Monday, February 11, 2008



Contrasting policies on wind

The Dominion Post on Saturday had an interesting article (offline) about wind farms in Germany and New Zealand, contrasting the very different ways the technology is used in the different countries. In New Zealand, we follow a "think big" paradigm, with generators installing large blocks of turbines in a single location in order to maximise the use of good wind resources and minimise the fixed costs of installation and grid connection. When we moved past the demonstration turbine stage, our wind farms have just got bigger and bigger - Hau Nui was 4 MW, Tararua 30 MW, Te Apiti 90 MW, Westwind 200 MW, and now both Meridian and Contact are planning 600+ MW farms, each the size of our largest hydro stations.

In Germany, they do things rather differently. There, the average windfarm is a single turbine, or at most a handful. And rather than being owned by a large power company like Meridian or Trustpower, they're owned by the local community - either a single farmer who got a loan from a bank, or a community trust. Where 99% of New Zealand's windfarms are owned by large generator/retailers, in Germany the situation is reversed, with 88% of wind farms in community ownership.

Engineering culture is obviously a factor in this. New Zealand's electricity engineers are firmly mired in the top-down, "think big" culture of the 80's. But mostly, the different outcomes are the result of different policies and different policy cultures. New Zealand suffered a neo-liberal revolution in the 80's and 90's, which imposed rigid ideological blinkers on our policy culture. "Markets produce perfect outcomes", and "government cannot do anything right" have been the prevailing policy dogmas, and as a result our policy has been on of laissez faire non-intervention. The exact mix of generation technologies has been left to the market - which in the absence of an internalised cost of carbon, has chosen gas or even coal as a "solution".

(The government's brief dalliance with incentives in the form of carbon credits through the Projects Mechanism isn't any great departure from this, firstly because incentives are a free-market oriented policy, and secondly because they were really just a way of representing future carbon prices).

By contrast, Germany does things rather differently. For a start, they have a "feed-in tariff", essentially setting the price electricity retailers must pay wind generators at an artificially high level (meaning that electricity users subsidise wind farms). Secondly, they have regulations requiring electricity retailers to connect to wind farms at reasonable cost, and to take all the electricity hey generate (so wind displaces cheaper but dirtier forms of generation from the mix). Thirdly, they directly subsidised the cost of turbines, though this has now stopped. In New Zealand, these ideas would be considered heresy, "picking winners", a return to Muldoonism. But the blunt fact is that they have worked. Germany has become a world-leader in wind energy, with over 20 GW of installed capacity. And its easy to install more, as the community ownership model results in fewer objections. By contrast, New Zealand was a late adopter of wind, though we are beginning to catch up as more sites have been surveyed and rising gas prices (and the threat of carbon prices) have made it cost-competitive with gas.

(And for those tempted to spew free market ideology about how picking winners never works, the German policies have already paid for themselves. See W Krewitt & J Nitsch, "The German Renewable Energy Sources Act — an investment into the future pays off already today", Renewable Energy 28 533 - 542).

One lesson in this is that there is more than one way to do it, and that rigid adherence to the free market is not necessarily the most effective path (something our policy community is only just realising as people form the 90's move on). But we should also be asking ourselves whether we've chosen the right path. A report from the Parliamentary Commissioner for the Environment has found definite advantages to the community ownership model for wind generation, including reduced environmental impacts, greater public acceptance, and efficiency gains by locating generation close to demand. Our current policy framework effectively makes this model impossible. If we want those benefits (and they are significant), then we are going to have to shift not just our policy, but also our policy culture.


## Directions
Working through the lines below, return each one that holds "locus".
-- Data section follows --
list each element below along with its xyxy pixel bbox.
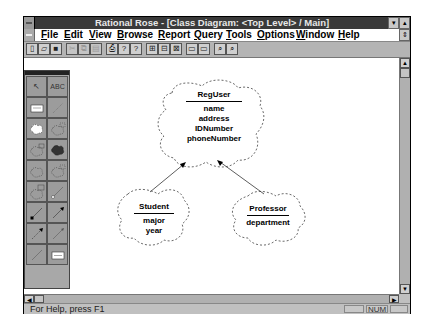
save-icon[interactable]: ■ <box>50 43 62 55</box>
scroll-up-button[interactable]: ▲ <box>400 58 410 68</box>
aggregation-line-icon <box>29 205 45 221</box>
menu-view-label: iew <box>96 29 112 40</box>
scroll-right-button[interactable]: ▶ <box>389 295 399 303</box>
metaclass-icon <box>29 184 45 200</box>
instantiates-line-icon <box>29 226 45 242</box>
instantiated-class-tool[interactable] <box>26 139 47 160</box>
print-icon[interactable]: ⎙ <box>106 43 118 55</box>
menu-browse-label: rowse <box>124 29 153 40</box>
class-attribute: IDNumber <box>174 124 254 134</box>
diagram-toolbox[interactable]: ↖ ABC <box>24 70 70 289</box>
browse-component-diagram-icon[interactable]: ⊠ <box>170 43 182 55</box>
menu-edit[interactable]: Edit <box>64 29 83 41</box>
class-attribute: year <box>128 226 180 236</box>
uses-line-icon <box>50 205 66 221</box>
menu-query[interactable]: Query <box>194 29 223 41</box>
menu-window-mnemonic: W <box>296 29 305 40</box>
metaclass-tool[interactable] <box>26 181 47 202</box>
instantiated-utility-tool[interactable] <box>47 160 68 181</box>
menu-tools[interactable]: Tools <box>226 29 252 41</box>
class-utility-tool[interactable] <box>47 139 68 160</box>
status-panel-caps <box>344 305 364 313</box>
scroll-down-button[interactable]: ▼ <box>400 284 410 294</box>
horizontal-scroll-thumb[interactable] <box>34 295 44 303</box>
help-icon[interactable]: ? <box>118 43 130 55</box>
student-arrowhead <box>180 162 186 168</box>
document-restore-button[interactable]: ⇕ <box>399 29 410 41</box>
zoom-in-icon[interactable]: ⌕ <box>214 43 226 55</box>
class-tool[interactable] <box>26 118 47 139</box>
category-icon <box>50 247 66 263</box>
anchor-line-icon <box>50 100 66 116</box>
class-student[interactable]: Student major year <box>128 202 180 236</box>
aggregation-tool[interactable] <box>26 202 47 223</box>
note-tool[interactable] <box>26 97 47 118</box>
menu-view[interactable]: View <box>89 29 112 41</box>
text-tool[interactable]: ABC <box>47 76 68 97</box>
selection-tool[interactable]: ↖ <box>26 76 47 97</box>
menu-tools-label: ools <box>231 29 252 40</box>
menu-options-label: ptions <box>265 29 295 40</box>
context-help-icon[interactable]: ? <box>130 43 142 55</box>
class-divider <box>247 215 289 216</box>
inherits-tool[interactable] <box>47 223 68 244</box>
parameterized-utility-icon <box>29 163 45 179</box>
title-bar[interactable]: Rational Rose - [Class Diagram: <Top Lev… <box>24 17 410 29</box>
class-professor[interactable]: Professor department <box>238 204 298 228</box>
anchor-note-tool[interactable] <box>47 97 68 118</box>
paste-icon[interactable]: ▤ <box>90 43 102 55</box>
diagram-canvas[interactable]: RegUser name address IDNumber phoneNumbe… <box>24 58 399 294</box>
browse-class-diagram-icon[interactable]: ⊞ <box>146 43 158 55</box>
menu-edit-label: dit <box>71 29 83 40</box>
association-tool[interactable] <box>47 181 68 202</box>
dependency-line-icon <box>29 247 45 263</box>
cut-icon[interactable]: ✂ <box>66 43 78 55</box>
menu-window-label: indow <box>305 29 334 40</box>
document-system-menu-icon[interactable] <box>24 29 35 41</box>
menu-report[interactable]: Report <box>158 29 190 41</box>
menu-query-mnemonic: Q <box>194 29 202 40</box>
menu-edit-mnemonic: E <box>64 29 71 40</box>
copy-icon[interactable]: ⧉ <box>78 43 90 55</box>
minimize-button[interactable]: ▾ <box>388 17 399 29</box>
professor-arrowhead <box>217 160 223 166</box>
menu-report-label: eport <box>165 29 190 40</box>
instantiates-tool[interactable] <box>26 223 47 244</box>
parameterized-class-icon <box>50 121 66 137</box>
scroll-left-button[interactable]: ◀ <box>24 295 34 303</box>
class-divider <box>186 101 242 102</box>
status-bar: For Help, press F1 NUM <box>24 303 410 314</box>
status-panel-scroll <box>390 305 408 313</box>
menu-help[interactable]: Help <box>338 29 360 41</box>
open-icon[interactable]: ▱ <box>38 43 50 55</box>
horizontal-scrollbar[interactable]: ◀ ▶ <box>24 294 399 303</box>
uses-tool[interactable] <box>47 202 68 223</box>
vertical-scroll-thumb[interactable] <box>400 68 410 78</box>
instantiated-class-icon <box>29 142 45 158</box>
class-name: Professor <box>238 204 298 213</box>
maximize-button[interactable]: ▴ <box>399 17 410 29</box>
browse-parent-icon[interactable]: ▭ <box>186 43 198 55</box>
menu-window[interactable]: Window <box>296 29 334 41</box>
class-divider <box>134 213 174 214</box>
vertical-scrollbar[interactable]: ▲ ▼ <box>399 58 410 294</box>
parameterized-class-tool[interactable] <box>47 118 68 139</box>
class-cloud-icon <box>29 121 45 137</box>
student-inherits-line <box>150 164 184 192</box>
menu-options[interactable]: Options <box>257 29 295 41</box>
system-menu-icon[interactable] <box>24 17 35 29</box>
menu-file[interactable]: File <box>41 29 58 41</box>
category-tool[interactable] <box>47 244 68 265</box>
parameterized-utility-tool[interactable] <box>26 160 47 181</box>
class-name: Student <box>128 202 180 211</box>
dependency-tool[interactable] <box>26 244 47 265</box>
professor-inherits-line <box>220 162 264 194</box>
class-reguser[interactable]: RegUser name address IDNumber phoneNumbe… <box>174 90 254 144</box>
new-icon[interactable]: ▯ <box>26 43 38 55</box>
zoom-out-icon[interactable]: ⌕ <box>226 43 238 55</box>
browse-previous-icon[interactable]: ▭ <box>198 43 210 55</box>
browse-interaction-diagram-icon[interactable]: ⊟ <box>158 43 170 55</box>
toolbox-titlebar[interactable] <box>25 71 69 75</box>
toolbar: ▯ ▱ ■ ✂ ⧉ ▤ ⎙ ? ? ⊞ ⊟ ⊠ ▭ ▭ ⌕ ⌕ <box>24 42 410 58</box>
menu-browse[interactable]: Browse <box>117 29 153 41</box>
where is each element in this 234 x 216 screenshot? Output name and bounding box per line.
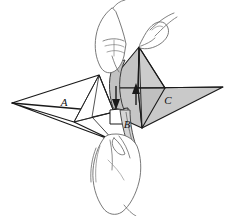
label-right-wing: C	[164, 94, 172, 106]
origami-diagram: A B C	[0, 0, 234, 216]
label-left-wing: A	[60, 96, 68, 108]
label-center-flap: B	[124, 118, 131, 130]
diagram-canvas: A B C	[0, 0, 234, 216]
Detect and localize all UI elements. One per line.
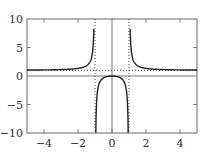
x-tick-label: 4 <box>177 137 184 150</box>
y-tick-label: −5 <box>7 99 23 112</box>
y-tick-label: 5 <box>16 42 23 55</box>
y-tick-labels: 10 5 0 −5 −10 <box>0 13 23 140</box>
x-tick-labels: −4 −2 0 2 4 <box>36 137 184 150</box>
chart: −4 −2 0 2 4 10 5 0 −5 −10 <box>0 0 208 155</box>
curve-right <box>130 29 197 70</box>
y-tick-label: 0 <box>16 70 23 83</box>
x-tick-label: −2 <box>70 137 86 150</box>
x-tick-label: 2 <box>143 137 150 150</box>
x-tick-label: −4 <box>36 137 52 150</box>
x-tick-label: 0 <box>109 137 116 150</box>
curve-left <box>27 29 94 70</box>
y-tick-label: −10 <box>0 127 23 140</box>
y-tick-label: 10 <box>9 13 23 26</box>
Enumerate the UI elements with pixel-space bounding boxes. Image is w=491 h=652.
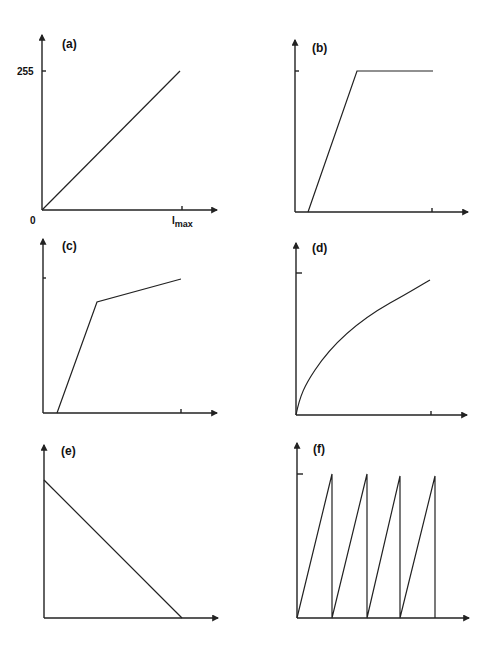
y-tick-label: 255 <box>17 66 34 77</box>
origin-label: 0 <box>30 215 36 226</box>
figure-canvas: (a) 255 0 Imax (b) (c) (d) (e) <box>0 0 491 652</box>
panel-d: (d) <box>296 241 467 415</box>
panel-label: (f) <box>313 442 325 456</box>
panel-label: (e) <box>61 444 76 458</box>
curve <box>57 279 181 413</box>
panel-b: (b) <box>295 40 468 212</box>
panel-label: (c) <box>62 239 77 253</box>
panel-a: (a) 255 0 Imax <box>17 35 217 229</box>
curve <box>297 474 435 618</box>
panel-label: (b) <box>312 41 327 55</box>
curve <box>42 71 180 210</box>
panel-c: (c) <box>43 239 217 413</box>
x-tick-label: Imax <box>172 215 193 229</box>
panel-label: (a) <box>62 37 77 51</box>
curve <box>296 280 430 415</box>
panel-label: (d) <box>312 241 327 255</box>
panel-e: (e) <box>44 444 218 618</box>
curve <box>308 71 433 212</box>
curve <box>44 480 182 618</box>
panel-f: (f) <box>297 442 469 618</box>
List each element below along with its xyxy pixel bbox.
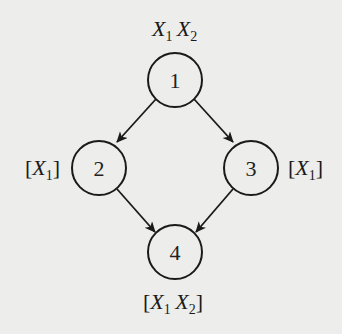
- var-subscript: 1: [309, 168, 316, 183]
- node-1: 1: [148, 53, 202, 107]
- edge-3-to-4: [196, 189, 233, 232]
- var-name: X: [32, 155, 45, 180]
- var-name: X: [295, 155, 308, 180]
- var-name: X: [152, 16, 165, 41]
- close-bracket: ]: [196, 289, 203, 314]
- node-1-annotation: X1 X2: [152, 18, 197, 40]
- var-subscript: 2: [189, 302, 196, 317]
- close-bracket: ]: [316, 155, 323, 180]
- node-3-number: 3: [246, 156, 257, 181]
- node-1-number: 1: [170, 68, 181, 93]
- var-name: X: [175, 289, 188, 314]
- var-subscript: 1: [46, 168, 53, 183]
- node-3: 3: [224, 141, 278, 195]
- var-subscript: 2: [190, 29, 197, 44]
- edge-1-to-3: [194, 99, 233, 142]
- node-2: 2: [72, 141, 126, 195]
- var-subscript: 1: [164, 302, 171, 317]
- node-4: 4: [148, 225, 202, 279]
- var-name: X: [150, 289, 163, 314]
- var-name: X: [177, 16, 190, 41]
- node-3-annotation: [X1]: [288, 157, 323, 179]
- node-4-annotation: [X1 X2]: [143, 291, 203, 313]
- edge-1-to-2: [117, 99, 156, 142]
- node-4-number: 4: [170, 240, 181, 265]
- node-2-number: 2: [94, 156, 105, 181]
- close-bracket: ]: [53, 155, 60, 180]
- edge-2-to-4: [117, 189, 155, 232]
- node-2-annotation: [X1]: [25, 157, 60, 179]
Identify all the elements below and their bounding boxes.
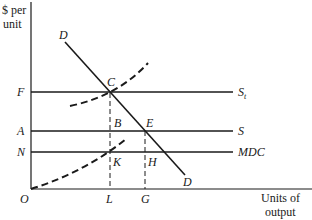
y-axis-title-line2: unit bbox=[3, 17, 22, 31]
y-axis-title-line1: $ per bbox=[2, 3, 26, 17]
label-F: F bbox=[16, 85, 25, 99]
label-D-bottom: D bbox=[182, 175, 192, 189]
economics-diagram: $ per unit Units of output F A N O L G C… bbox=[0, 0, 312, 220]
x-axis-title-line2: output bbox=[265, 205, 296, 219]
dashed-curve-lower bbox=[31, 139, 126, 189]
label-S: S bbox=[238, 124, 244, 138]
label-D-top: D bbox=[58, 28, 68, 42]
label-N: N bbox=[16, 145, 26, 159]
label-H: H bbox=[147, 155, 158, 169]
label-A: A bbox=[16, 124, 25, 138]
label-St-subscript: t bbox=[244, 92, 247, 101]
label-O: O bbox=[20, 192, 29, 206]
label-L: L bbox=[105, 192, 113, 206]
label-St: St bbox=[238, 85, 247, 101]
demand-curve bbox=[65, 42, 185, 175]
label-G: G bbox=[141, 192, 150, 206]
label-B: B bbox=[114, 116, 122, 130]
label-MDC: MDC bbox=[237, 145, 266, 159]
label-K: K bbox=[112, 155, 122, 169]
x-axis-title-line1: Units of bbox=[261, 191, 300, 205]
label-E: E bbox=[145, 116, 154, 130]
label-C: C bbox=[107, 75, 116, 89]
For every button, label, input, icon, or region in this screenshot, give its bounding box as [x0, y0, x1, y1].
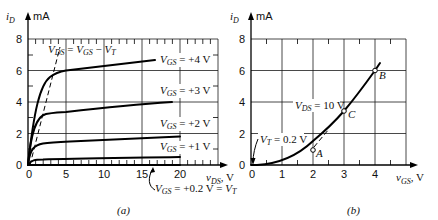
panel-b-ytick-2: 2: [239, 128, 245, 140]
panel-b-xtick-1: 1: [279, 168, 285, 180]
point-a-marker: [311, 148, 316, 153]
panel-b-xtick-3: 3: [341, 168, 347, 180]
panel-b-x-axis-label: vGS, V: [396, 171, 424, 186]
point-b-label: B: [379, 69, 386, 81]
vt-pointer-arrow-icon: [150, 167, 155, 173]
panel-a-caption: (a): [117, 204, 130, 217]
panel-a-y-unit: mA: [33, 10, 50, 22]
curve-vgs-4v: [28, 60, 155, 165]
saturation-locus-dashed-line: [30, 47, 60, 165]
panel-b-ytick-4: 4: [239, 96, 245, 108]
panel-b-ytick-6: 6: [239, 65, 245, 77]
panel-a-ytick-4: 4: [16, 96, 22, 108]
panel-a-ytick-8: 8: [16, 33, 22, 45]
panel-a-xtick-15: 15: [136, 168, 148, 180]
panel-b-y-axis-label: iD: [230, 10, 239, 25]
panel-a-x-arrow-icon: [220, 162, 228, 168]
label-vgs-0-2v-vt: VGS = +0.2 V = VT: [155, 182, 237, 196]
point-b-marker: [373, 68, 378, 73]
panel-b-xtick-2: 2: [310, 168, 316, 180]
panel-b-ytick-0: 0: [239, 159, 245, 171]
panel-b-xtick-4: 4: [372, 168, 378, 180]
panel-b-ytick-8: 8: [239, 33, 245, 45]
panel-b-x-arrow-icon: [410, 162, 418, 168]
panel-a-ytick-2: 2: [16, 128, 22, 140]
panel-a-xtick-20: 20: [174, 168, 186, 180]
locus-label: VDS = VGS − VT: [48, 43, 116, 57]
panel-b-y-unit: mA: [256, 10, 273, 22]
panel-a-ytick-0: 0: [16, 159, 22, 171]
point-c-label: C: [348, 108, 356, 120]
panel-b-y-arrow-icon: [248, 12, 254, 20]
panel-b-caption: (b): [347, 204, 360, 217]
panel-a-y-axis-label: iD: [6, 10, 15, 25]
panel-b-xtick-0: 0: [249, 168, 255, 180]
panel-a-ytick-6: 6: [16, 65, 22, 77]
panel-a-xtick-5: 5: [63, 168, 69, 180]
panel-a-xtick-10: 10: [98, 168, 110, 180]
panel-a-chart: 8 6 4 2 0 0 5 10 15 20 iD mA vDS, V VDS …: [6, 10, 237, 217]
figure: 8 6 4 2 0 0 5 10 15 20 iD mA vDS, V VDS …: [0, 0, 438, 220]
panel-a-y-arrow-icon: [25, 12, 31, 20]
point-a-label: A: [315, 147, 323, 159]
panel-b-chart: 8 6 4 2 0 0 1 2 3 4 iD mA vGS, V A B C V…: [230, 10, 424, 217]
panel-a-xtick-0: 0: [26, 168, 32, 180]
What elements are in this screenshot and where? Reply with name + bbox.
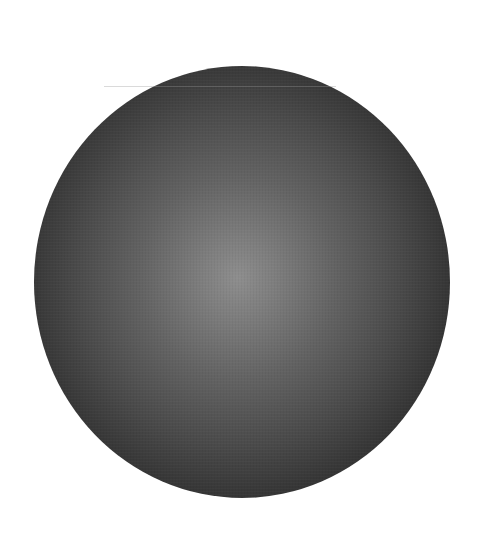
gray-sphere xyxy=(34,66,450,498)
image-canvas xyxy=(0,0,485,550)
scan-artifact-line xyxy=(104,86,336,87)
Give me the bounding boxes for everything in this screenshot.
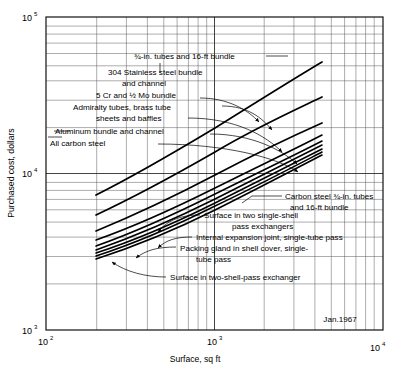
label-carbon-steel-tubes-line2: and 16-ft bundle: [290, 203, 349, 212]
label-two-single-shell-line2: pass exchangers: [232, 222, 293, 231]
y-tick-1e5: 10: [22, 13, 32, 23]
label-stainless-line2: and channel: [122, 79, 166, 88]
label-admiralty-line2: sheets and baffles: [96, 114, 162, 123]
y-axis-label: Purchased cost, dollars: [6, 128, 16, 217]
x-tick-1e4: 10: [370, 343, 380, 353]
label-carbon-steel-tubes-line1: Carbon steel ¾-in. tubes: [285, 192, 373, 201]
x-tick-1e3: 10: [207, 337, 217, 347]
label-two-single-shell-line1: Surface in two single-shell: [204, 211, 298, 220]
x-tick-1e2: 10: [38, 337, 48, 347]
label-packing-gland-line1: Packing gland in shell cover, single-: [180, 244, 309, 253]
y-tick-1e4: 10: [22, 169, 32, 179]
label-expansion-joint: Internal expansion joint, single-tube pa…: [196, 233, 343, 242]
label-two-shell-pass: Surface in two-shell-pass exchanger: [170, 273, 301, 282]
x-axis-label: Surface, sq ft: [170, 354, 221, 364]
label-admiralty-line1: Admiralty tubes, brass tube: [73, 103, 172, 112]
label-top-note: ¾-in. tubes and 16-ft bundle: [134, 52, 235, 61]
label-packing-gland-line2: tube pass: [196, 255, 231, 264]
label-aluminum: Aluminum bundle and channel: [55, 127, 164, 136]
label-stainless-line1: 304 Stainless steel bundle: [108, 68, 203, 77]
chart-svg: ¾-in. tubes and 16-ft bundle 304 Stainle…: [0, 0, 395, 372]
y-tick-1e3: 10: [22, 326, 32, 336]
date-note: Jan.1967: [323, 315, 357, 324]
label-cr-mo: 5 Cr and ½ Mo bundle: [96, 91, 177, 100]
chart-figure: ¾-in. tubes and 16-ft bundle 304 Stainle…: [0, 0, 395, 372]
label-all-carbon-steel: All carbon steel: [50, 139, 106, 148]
-- Data section concluded --
## Solution to this exercise
saturation-locus-dashed-line: [30, 47, 60, 165]
locus-label: VDS = VGS − VT: [48, 43, 116, 57]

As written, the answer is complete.